The response to this will begin to sound familiar: this isn’t a significant question, because terroir isn’t about tasting. That there’s enough identity and continuity for some experienced tasters to identify some terroirs is both a marvelous thing and a demonstrable truism, and in fact without identity and continuity as expressed in finished wine we wouldn’t be having this conversation in the first place, because no one would care whether or not there was such a thing as terroir. But the entity to which terroir actually matters is the grape hanging on the vine, not the person putting his nose and lips to a glass. Everything else is a mere ancillary benefit, not the effect itself. Terroir is of tremendous utility to the grape, even if it lacks the consciousness to know it.

Oh…and as for eucalyptus, lavender, and the like? An apparent vineyard signature, perhaps (until the offending plants are cut down, or the wind shifts), but an external influence no more intrinsic to the site than a “pool” of humidity birthing dormant fungal spores, or farmer spraying fungicide. So no…not terroir.

Moving on…

Here’s another fundamental concept that follows directly from the above discussion of marketing: all sites have terroir. All sites. Despite what those who which to use it as a wedge marketing term would like you to believe.

“But what about wine X, or Y? There’s no terroir there!”

What did I just say? “All sites.” Terroir is in the vineyard. Whether or not it is in the wine is irrelevant to its definition (though a given taster may care about this very much; I, myself, have a general preference for wines that reveal terroir). The most industrial multi-site blend comes from sites that have their own measurable terroir, even if the only thing discernable in the finished wine is the chemical stew used to bludgeon unpalatable grapes into commercial submission. (Sorry. Again with the snark.) Which is another way of stating yet another fundamental concept: quality has nothing to do with terroir.

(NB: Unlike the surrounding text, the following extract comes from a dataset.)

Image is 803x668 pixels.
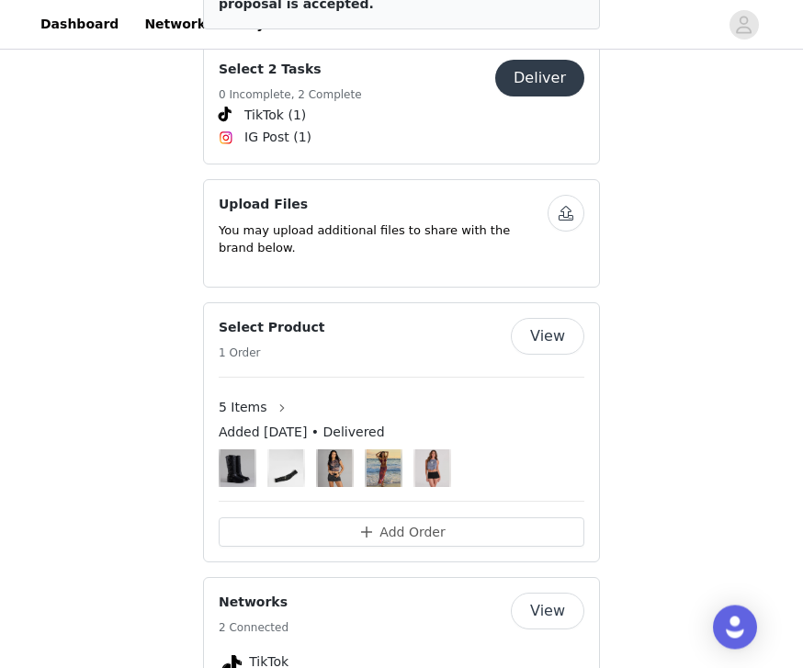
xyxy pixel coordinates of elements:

Again, we run counter to traditional usage. Terroir, for many commentators, is all too often a synonym for the qualitative phrase “good terroir.” Certainly that’s as misguided as employing “wine” as a synonym for “good wine.” It may stand to reason and the law of averages that not all terroirs are “good,” whatever standards one may wish to apply to that qualitative assessment, and we could delve into the reasons a terroir may or may not be “good,” but they’re all subordinate to one of our guiding principles: scientifically-measurable properties. All qualitative assessments of the “good/bad” type are subjective, and thus not scientifically-measurable.

So are we any closer to an actual definition of terroir? I think so. And here – heaven knows you’ve waited long enough for it – is my proposed definition of terroir:

Terroir is a biological outcome derived from the interaction of mesoclimate, geography, and geology (including soil chemistry), expressed by the entity sustained by that interaction and possessing a chemically identifiable identity, but excluding the influence of external biological entities.

Now comes the important part: let’s pick at it. I’m quite sure it can be improved – certainly it can be made shorter – with a little external biological input.